Christ Church, Windsor Nova Scotia, AD 2003

Ephesians 3:16f     St. Luke 7:11f

“And when the Lord saw her, he had compassion on her”

 

We have seen this picture far too many times. It is the picture of the weeping widow and the grieving mother.  Almost every day and for far too many years, we have had to contemplate the spectacles of unbearable griefs and unspeakable sorrows.  A mother in Israel weeps uncontrollably at the death of her son killed by a suicide bomber.  A Palestinian women keens at the loss of her son killed by Israeli soldiers or by his own hand in the zeal for glory at the price of others’ destruction. Two Canadian mothers now grieve for the death of their sons blown up by a landmine in Kabul, Afghanistan.  Such pictures have become the commonplaces of our culture and, paradoxically, the commentary upon our capacity for compassion.

 

We have, I fear, become too accustomed to such sights.  Grief has become politicized; our emotions have become the battleground for competing political causes; but the real casualty is compassion.  Compassion has been killed in us. In its place, there reigns frustration and rage, cynicism and despair at our own impotence.  We look upon what we cannot control or perhaps even begin to comprehend.  We look and then we look away.  No wonder that we want to run away.  Any vestiges of compassion that we might once have felt are swallowed up in bitterness and anger.

 

And yet, perhaps, just perhaps, another glance at this gospel story might help us to look again and to look again with eyes of compassion, not just cynical disdain, to look with hearts of patient hopefulness, not just crippling despair.  Perhaps, just perhaps, there is something here that speaks to the unspeakable griefs of our world and day.  In our cynicism and despair, we are like the young man who is dead and who is being carried to his grave.  But in the looking again at this poignant picture of a widow’s grief and a mother’s sorrow, perhaps, just perhaps, we shall be raised up in the hope that arises from the compassion of Christ.

 

That is what this story is all about. It is all about the compassion of Christ, not only for the widow of grief and the mother of sorrow, but also for the whole of our humanity even in the bitter anger of our sorrows and frustrations.  When compassion is killed in us, as I fear it so easily is, then we are doubly dead, even more, dead three times over - dead to one another, dead to ourselves and most assuredly, dead to God.

 

“The Lord saw her”. Everything begins from that look of Christ.  What kind of a look is it?  Is it a look of condemnation and contempt or a look of compassion and care? “When the Lord saw her, he had compassion on her”.  His look is his gaze of compassion upon the sorrows of our humanity in the concrete reality of this woman’s seemingly inconsolable grief.  She has lost everything that matters - her husband and now her only son.  She is utterly bereft.  Perhaps, just perhaps, our insensitive hearts can begin to sense the absolute depth of her loss.  Yet he looks upon her with the eyes of compassion.

 

“Salvation begins by our being seen by Jesus, by his turning toward us his compassionate eyes”.  But what does that compassion mean?
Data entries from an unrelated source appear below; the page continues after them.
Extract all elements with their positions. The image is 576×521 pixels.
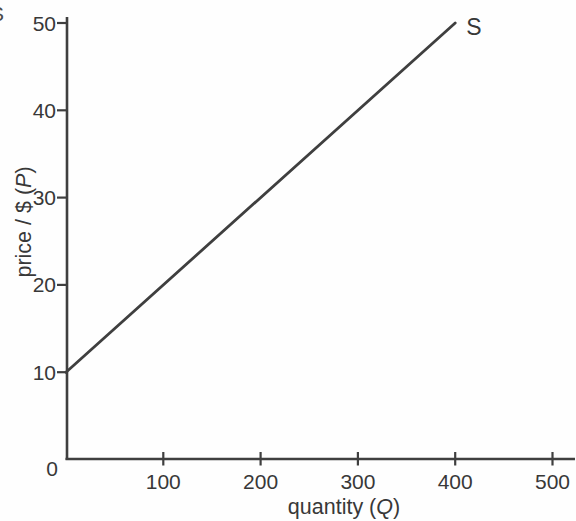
cropped-edge-glyph: S: [0, 2, 4, 26]
x-tick-label: 300: [340, 470, 375, 493]
y-tick-label: 30: [33, 186, 56, 209]
y-tick-label: 50: [33, 12, 56, 35]
x-tick-label: 400: [438, 470, 473, 493]
y-tick-label: 10: [33, 361, 56, 384]
origin-label: 0: [46, 457, 58, 480]
y-tick-label: 20: [33, 273, 56, 296]
y-tick-label: 40: [33, 99, 56, 122]
supply-curve-chart: 10203040500100200300400500quantity (Q)pr…: [0, 0, 576, 521]
x-tick-label: 100: [146, 470, 181, 493]
x-axis-title: quantity (Q): [288, 495, 400, 519]
figure-canvas: S 10203040500100200300400500quantity (Q)…: [0, 0, 576, 521]
supply-curve-label: S: [466, 14, 481, 40]
y-axis-title: price / $ (P): [12, 166, 36, 277]
supply-curve-line: [66, 23, 455, 372]
x-tick-label: 500: [535, 470, 570, 493]
x-tick-label: 200: [243, 470, 278, 493]
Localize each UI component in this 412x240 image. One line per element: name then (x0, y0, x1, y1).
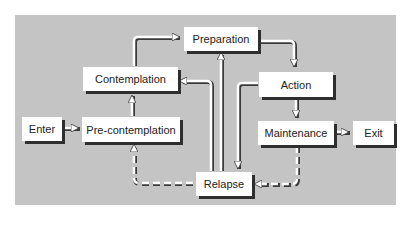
node-label: Pre-contemplation (86, 124, 175, 136)
node-label: Enter (29, 123, 55, 135)
node-label: Preparation (193, 33, 250, 45)
edge-relapse-contemplation (181, 81, 212, 171)
edge-relapse-preparation (221, 54, 222, 171)
edge-precontemplation-contemplation (132, 96, 133, 116)
edge-relapse-precontemplation (134, 146, 193, 184)
edge-enter-precontemplation (64, 128, 80, 129)
node-label: Action (281, 79, 312, 91)
node-label: Exit (364, 127, 382, 139)
node-enter: Enter (22, 117, 62, 141)
node-label: Maintenance (265, 127, 328, 139)
edge-maintenance-exit (336, 132, 350, 133)
node-contemplation: Contemplation (83, 67, 178, 91)
edge-action-maintenance (296, 99, 297, 118)
node-precontemplation: Pre-contemplation (82, 117, 180, 142)
node-label: Contemplation (95, 73, 166, 85)
node-exit: Exit (353, 121, 394, 145)
edge-contemplation-preparation (134, 37, 180, 66)
edge-preparation-action (260, 41, 295, 67)
node-maintenance: Maintenance (258, 121, 334, 145)
node-relapse: Relapse (196, 172, 252, 196)
node-preparation: Preparation (184, 27, 258, 51)
node-action: Action (259, 72, 333, 97)
node-label: Relapse (204, 178, 244, 190)
edge-maintenance-relapse (256, 146, 298, 185)
edge-action-relapse (238, 83, 258, 169)
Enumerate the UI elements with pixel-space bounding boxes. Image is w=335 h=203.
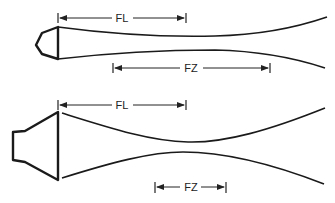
focal-length-label: FL — [116, 12, 129, 24]
beam-lower-edge-bottom — [62, 152, 324, 184]
beam-diagram: FL FZ FL FZ — [0, 0, 335, 203]
focal-zone-dimension-bottom: FZ — [155, 181, 226, 193]
beam-upper-edge-top — [58, 17, 327, 36]
bottom-diagram: FL FZ — [13, 99, 325, 193]
transducer-lens-bottom — [13, 112, 58, 180]
focal-length-dimension-bottom: FL — [58, 99, 186, 111]
transducer-lens-top — [36, 27, 58, 59]
focal-length-label: FL — [116, 99, 129, 111]
focal-zone-label: FZ — [184, 181, 198, 193]
focal-zone-label: FZ — [184, 62, 198, 74]
top-diagram: FL FZ — [36, 12, 327, 74]
focal-zone-dimension-top: FZ — [113, 62, 270, 74]
focal-length-dimension-top: FL — [58, 12, 186, 24]
beam-upper-edge-bottom — [62, 108, 325, 142]
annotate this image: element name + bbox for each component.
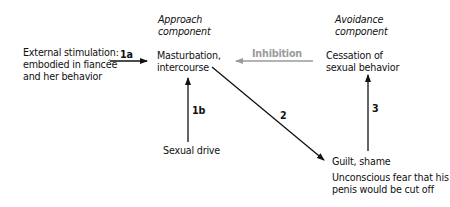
arrow-2 (212, 67, 324, 160)
fear-line1: Unconscious fear that his (332, 172, 449, 184)
node-guilt: Guilt, shame (332, 156, 391, 168)
edge-label-inhibition: Inhibition (252, 48, 302, 60)
external-line2: embodied in fiancée (23, 59, 119, 71)
edge-label-1a: 1a (120, 49, 133, 61)
edge-label-2: 2 (280, 110, 286, 122)
node-masturbation: Masturbation, intercourse (157, 50, 221, 74)
node-cessation: Cessation of sexual behavior (326, 50, 399, 74)
cessation-line2: sexual behavior (326, 62, 399, 74)
approach-header-line1: Approach (158, 14, 210, 26)
approach-header: Approach component (158, 14, 210, 38)
masturbation-line2: intercourse (157, 62, 221, 74)
edge-label-3: 3 (372, 103, 378, 115)
external-line3: and her behavior (23, 71, 119, 83)
avoidance-header-line2: component (335, 26, 387, 38)
external-line1: External stimulation: (23, 47, 119, 59)
edge-label-1b: 1b (192, 105, 205, 117)
approach-header-line2: component (158, 26, 210, 38)
cessation-line1: Cessation of (326, 50, 399, 62)
node-sexual-drive: Sexual drive (163, 145, 220, 157)
masturbation-line1: Masturbation, (157, 50, 221, 62)
node-unconscious-fear: Unconscious fear that his penis would be… (332, 172, 449, 196)
node-external-stimulation: External stimulation: embodied in fiancé… (23, 47, 119, 83)
fear-line2: penis would be cut off (332, 184, 449, 196)
avoidance-header: Avoidance component (335, 14, 387, 38)
avoidance-header-line1: Avoidance (335, 14, 387, 26)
It is a strong word, not a word for our contemporary political games which play with our emotions and mess with our minds.  No.  Here is a word which speaks to the innermost principle of our being as humans, a word which, in the gospels, suggests that core principle of our identity where we are recalled to the God in whose image we are made.  Compassion is about more than just a feeling for others, an emotion which can be manipulated and abused.

 

The word refers to the inmost principle of personal identity.  Jesus’ looking with compassion means that he takes the grief of this woman into himself, into the inner recesses of his being where his humanity holds converse with the Father and the Holy Spirit.  Therein lies healing and salvation, hope and resurrection.  For these are the things which flow out from Christ’s look of compassionate regard.  “Young man, I say unto thee arise” and “he delivered him to his mother”. Death and resurrection. Out of the compassionate gaze of Christ comes hope and resurrection. His look changes everything.  It changes, too, how we look upon the seemingly hopeless and depressingly horrible sorrows and griefs of our world and day. 

 

One of the great legacies of the Enlightenment was the conviction about making things better in the realm of social and political affairs.  Voltaire’s lively satire of the philosopher Leibniz’ celebrated principle that “this is the best of all possible worlds” was directed against the complacency of optimism and the cynicism of pessimism, both of which lead to indifference and inaction.  If this is “the best of all possible worlds”, then whatever happens must be good, simply and without qualification, and therefore there is no need and no reason to try to make things better; contrariwise, if this is “the worst of all actual worlds”, then nothing can be done either. All you can do is “grin and bear it”, or at least “grimace and bear it”.  But neither Voltaire nor Jonathan Swift were naive about what can and cannot be accomplished.  They knew about original sin; they knew about the evil that is potential and actual in all of us.  They knew about the tyranny of good intentions and the vanity of our human projections.  But their satire was also a call for compassion over against judgment, a call for cautious action about what can be modestly done, ultimately, it seems to me, as “rooted and grounded in the love” which is greater than the folly of our hearts and the presumption of our minds.

 

In this gospel story, we discover the hope that conquers despair.  In this gospel story, we discover the compassion that patiently perseveres when all seems lost and gone.  We are meant to look upon one another through the eyes of Christ who looks upon all of us compassionately. It does not mean that we can always change things ourselves; it means only that we remain open to the transforming grace of God even in the face of the seemingly intractable problems of the world.  Our compassion has to be about placing one another in the compassion of Christ.  It means to acknowledge a reality far greater than ourselves and our world; that reality is grace.  In the compassionate look of Christ, we see how God looks upon our humanity.  We are called to place one another in the heart of Christ, the heart which holds the whole of the sorrowing world before the Father in love.  There and only there is compassion.